Several parents in the Rockville Centre school district are voicing concerns about transgender students being given access to bathrooms and locker rooms based on the gender they feel most comfortable identifying with.
At the Board of Education meeting on Dec. 12 in the South Side High School auditorium, more than a dozen parents urged the district to reverse the policy, despite state and federal requirements that prohibit public school districts from denying a student use of a restroom due to gender identity.
Parents expressed fears that providing such access to students could potentially put others in harm’s way. They also expressed frustration over a lack of parental consultation about what they perceived to be a new policy on the issue.
William Cooney, a Rockville Centre resident, said that he was frustrated with the response by district administrators after the November school board meeting, at which he posed a series of questions on the subject.
“The answers provided were almost entirely deflections based on the clearly erroneous position that district policy permitting students to use bathrooms and locker rooms of the opposite sex is not a policy change,” Cooney said. “Superintendent (Matthew) Gaven said nothing about state law requiring this. If the board wishes to restore some measure of credibility it has lost, it will climb down from the position that there is no policy change, and that the district has had no choice but to permit students to use bathrooms and locker rooms for the opposite sex since 2019. That was not what the district policy was in 2023, and it is not how the district interpreted state law in 2023.”
Many parents expressed concerns about what they believed to be a new policy, but the district has stated that it has not implemented any new policies on genders and bathroom use, and has been following state law since 2019.
Rachel Ferrick, who has three children in the district, said that despite state law requirements, she intends to teach her children that “sex is binary.”
“This is not just an issue of bathrooms,” Ferrick said. “It is an issue of teaching our children, especially our daughters, to be compliant — to remain silent even when your instincts are screaming that something is not right. To be polite and just shut up and take it, lest we offend someone.”
The State Education Department, in a 2023 report on creating a safe, supportive and affirming school environment for transgender and gender-expansive students, stated that public schools can provide alternative single-stall “all gender” restrooms or private changing spaces on request. The department further stated, however, that the option must never be forced on students as the only alternative.
“Our district has long provided gender-neutral, single-occupancy bathroom options for any students or staff who wish to use them, which is in accordance with Education Law 409-m,” Gaven said in a statement. “This established practice is not a response to any recent policy changes. Pursuant to the New York State Human Rights Law, school districts in New York must allow students to use the bathroom that is consistent with their gender identity and to provide all students the option of choosing to utilize the single occupancy bathrooms for any reason.”
According to the state’s Gender Expression Non-Discrimination Act, public schools are not permitted to ask transgender or gender-expansive students to use a single-stall restroom because of someone else’s concerns, or require medical or any other documentation for the use of restrooms, locker rooms or residential facilities.
“I just want to make it clear that this was not a policy that this board implemented, and it’s not specific to Rockville Centre,” school board President Kelly Barry said after the public comment portion of last week’s meeting. “This board did not create a new policy in our manual addressing this issue.”
The district’s legal counselor, whose firm represents 195 districts across the state, said that all public schools are required to adhere to state law requirements for restroom accessibility.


- Goal of the exercise: Go over the listing below line by line, and return each one holding the string "chart".

*** Task material

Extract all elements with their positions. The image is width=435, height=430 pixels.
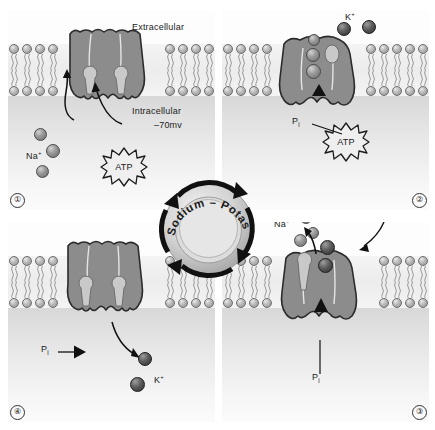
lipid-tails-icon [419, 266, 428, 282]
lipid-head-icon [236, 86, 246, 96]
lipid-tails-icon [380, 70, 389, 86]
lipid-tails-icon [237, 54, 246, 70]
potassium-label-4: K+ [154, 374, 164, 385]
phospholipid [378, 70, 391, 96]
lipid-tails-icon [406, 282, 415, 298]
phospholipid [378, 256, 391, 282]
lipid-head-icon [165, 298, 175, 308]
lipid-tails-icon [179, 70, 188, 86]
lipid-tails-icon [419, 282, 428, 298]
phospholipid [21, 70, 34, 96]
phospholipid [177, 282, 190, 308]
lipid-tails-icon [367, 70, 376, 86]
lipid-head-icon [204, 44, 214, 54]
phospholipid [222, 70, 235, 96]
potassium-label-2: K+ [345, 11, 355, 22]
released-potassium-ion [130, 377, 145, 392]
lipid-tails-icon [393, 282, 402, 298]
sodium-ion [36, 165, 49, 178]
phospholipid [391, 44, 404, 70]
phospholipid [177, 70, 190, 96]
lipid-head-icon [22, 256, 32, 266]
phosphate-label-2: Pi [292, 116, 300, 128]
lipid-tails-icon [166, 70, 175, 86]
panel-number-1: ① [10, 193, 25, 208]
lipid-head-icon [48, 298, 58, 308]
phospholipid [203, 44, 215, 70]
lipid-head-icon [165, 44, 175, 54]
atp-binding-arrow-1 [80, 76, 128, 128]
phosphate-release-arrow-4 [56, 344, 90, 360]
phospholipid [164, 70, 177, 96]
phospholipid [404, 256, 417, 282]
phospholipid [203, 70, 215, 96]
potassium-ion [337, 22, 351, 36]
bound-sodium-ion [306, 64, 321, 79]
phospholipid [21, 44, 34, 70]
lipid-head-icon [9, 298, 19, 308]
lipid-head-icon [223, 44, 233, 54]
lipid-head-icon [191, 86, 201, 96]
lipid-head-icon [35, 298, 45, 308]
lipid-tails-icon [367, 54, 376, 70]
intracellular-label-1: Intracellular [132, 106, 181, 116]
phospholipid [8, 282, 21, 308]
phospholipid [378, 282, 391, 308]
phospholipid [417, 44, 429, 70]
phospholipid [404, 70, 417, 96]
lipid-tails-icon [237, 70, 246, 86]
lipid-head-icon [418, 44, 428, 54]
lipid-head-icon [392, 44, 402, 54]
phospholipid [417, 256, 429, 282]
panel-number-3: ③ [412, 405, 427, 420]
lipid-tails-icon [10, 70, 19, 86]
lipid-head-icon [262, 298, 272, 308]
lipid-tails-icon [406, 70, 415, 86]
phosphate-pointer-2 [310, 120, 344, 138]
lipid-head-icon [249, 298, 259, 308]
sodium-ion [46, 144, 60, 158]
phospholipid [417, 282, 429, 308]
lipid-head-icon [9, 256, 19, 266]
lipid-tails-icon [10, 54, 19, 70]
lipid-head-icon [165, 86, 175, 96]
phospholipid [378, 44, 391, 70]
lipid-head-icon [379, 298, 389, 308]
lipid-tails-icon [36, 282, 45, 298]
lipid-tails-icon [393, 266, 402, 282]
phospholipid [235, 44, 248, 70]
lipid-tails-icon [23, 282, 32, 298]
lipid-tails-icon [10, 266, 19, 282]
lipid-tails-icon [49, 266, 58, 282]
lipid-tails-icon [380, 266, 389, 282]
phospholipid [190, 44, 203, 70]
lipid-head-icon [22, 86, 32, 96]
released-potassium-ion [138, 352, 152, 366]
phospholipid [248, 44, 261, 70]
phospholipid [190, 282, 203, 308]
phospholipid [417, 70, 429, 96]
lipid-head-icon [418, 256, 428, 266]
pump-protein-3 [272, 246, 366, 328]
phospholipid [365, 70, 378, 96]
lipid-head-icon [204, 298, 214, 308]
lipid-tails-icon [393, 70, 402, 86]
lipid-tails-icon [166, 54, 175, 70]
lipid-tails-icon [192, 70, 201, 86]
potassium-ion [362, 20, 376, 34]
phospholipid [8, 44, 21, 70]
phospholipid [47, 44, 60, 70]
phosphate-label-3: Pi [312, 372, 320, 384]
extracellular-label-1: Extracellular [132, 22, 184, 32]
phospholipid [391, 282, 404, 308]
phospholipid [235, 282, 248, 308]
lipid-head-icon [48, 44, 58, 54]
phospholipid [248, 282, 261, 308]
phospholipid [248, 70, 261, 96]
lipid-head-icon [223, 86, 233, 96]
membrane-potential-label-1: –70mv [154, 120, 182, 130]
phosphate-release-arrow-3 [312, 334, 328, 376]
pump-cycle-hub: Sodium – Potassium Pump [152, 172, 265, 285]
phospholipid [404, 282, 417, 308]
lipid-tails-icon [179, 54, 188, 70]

******
*** Task material

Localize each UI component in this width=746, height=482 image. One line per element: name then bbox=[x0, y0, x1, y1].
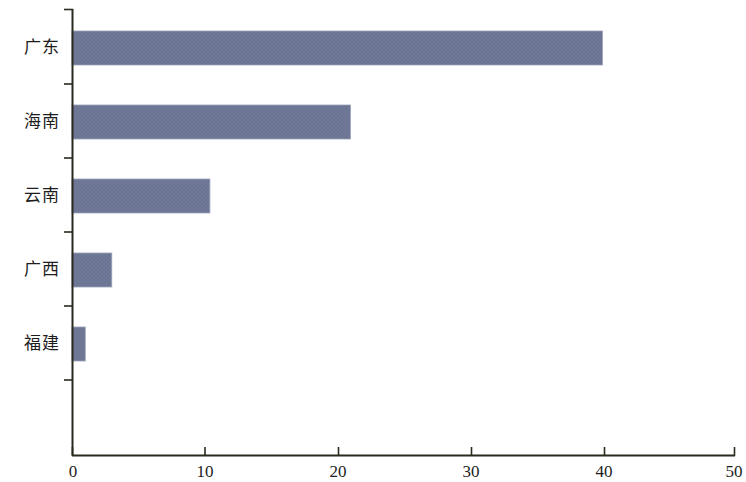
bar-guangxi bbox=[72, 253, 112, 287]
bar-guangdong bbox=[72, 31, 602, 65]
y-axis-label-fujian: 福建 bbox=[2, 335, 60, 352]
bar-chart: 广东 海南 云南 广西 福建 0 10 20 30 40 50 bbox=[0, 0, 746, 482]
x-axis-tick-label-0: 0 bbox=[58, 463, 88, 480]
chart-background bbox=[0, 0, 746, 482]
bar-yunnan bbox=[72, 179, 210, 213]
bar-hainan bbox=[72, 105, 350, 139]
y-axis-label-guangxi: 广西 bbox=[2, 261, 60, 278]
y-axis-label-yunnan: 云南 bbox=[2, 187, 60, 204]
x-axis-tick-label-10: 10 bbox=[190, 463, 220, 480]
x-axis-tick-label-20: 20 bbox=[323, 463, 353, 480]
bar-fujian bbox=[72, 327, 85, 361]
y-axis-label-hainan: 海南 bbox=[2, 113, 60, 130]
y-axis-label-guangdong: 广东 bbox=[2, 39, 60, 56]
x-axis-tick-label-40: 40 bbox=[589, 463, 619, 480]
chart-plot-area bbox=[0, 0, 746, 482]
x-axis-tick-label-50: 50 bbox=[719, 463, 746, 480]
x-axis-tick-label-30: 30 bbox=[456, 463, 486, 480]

******

- Expected answer:
bar-chart: 广东 海南 云南 广西 福建 0 10 20 30 40 50 bbox=[0, 0, 746, 482]
chart-background bbox=[0, 0, 746, 482]
chart-plot-area bbox=[0, 0, 746, 482]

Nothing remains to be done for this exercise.